Is he right about this? Why would deteriorating manners signal a larger social chaos?Ħ. Any time you quit hearin Sir and Mam the end is pretty much in sight". When asked about the rise in crime in his county, Bell says that "It starts when you begin to overlook bad manners. Why does he go back, even though he knows it is a foolish and dangerous thing to do? What are the consequences of this decision?ĥ. He tells his wife: "I'm fixin to go do somethin dumbern hell but I'm goin anways". After Llewelyn finds the money and comes home, he decides to go back to the scene of the crime. In what way is the violence Sheriff Bell encounters different than what has come before? Is Anton Chigurh a new kind of killer? Is he a "true andliving prophet of destruction," as Bell thinks? In what ways does he challenge Bell's worldview and values?Ĥ. Early in the novel, after Bell surveys the carnage in the desert, he tells Lamar: "I just have this feelin we're looking at something we really aint never even seen before". Why is this style so powerful and so well-suited to the story he tells in No Country for Old Men?ģ. McCarthy has a distinctive prose style-pared down, direct, colloquial-and he relies on terse, clipped dialogue rather than narrative exposition to move his story along.

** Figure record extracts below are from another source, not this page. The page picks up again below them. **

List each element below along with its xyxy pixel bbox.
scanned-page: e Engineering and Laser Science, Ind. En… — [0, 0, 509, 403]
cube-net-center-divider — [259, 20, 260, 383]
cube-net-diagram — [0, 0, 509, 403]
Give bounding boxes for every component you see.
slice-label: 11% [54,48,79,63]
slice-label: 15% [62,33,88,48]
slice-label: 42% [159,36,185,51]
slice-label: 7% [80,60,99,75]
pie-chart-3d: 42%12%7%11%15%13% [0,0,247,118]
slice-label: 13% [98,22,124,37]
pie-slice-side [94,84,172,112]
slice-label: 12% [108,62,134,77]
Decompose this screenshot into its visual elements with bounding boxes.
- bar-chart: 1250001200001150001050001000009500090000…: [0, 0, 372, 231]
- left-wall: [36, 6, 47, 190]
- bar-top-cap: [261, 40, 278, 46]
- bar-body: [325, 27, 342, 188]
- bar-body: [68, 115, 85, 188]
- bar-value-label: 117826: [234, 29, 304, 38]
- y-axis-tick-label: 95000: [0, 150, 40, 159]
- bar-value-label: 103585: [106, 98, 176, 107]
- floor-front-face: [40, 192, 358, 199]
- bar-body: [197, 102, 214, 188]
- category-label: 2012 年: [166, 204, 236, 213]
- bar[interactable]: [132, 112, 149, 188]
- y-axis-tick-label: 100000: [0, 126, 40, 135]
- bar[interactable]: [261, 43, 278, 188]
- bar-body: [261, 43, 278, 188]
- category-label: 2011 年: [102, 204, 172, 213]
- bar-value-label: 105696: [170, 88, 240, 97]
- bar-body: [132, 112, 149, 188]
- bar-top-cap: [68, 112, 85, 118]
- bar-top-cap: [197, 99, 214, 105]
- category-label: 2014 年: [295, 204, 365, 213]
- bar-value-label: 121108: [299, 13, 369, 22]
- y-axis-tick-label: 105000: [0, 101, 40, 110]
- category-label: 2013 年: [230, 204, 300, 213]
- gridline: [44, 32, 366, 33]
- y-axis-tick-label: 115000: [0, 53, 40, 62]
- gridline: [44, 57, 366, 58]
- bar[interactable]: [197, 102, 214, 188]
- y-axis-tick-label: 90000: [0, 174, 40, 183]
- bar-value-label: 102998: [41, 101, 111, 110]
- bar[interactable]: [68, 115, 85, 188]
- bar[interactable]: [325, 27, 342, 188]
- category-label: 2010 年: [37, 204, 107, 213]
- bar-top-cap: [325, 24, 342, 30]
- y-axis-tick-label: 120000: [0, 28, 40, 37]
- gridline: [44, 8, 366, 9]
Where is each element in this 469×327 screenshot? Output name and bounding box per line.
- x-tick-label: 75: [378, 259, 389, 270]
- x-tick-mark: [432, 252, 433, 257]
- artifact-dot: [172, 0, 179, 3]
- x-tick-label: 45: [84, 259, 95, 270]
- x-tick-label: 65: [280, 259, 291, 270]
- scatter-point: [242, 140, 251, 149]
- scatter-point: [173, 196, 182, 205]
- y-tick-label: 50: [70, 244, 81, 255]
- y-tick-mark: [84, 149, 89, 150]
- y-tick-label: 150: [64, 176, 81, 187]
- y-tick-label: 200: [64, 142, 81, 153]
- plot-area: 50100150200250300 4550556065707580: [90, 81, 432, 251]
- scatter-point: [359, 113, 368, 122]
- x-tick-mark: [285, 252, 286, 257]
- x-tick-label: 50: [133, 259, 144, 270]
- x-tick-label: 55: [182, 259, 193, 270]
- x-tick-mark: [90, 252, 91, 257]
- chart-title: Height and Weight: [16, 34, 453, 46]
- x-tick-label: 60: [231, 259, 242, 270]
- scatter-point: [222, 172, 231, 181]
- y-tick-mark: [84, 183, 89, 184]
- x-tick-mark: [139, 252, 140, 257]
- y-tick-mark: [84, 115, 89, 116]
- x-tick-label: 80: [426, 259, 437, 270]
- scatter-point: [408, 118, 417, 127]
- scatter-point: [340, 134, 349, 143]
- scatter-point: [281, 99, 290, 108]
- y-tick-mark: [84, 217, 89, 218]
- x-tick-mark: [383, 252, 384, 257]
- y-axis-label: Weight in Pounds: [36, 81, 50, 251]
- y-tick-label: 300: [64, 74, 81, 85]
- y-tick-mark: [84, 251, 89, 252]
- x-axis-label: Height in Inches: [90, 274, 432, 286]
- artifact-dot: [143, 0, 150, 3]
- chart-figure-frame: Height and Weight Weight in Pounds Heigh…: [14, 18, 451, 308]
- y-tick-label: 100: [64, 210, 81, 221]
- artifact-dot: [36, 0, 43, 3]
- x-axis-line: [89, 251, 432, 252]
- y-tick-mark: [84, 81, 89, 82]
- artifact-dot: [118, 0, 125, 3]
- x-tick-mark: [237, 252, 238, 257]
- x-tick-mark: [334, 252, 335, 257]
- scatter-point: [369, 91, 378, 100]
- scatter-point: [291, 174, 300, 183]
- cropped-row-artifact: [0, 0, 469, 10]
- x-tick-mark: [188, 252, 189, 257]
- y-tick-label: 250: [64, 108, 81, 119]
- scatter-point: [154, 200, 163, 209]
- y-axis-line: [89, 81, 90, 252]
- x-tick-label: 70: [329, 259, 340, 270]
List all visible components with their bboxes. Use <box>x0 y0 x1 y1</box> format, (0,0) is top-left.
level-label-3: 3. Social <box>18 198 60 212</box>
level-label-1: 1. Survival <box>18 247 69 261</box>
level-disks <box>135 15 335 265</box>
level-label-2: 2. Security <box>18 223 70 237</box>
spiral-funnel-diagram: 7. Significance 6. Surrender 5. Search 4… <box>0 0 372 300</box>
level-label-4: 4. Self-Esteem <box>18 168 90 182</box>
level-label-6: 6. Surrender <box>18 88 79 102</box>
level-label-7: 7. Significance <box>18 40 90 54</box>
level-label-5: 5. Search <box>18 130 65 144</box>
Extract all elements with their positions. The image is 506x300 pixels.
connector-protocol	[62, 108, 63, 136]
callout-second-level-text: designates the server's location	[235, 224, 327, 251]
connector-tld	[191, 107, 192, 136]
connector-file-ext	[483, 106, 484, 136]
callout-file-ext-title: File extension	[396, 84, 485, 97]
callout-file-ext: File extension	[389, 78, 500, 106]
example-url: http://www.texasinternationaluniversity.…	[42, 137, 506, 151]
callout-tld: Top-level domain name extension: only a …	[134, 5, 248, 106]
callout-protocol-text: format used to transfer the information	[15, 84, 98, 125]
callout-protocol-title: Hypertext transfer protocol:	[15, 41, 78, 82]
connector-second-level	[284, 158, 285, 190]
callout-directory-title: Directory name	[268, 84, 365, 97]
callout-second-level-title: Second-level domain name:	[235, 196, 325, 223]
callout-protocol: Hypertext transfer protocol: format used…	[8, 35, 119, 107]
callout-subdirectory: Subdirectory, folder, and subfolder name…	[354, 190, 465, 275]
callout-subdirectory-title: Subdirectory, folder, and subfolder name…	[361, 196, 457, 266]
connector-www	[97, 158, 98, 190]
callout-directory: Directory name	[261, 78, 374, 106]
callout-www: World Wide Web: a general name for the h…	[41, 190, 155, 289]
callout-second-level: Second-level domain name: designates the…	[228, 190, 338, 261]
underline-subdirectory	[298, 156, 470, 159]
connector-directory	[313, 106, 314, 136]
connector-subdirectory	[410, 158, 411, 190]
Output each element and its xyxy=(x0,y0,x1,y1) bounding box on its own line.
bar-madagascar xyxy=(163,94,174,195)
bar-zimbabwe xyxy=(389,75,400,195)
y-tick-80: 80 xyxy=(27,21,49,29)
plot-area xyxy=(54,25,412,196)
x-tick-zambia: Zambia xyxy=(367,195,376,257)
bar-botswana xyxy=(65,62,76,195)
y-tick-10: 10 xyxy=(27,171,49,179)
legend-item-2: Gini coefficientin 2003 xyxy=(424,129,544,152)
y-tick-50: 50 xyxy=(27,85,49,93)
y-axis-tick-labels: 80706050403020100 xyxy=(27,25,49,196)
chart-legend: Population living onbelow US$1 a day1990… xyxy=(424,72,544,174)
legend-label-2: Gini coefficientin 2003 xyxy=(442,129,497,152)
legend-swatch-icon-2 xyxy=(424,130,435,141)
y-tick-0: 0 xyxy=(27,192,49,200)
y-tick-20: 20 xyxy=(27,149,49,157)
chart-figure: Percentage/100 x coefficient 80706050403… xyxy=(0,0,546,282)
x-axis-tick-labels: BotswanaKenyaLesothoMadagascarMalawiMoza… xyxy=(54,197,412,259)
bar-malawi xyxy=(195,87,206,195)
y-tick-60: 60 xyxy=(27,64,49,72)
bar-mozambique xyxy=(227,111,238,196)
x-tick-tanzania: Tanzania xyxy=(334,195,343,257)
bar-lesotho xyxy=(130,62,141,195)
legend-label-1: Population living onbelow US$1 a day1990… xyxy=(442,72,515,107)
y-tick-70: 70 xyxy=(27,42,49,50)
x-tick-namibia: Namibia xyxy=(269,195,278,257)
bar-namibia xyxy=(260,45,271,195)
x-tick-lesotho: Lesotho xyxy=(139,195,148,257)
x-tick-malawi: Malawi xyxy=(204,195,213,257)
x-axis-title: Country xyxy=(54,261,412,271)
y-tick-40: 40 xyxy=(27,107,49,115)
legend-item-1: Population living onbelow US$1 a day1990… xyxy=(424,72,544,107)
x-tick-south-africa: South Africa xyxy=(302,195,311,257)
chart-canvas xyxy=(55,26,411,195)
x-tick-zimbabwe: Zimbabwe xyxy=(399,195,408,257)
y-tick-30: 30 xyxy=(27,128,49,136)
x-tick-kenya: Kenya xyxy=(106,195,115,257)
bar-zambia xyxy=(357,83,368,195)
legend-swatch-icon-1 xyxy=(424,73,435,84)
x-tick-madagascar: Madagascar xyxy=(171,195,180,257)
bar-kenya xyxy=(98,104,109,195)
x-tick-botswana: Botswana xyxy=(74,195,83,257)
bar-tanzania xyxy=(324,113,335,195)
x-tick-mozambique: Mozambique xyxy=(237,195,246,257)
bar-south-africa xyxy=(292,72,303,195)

The title of the novel comes from William Butler Yeats's poem "Sailing to Byzantium": "That is no country for old men, the young / In one another's arms, birds in the trees, / -Those dying generations-at their song." The poem also contains the lines: "An aged man is but a paltry thing, / A tattered coat upon a stick, / Unless soul clap its hands and sing, and louder sing / For every tatter in its mortal dress." Why has McCarthy chosen a line from Yeats' poem for his title? In what ways is No Country for Old Men about aging? Does Sheriff Bell experience any kind of spiritual rejuvenation as he ages?Ģ.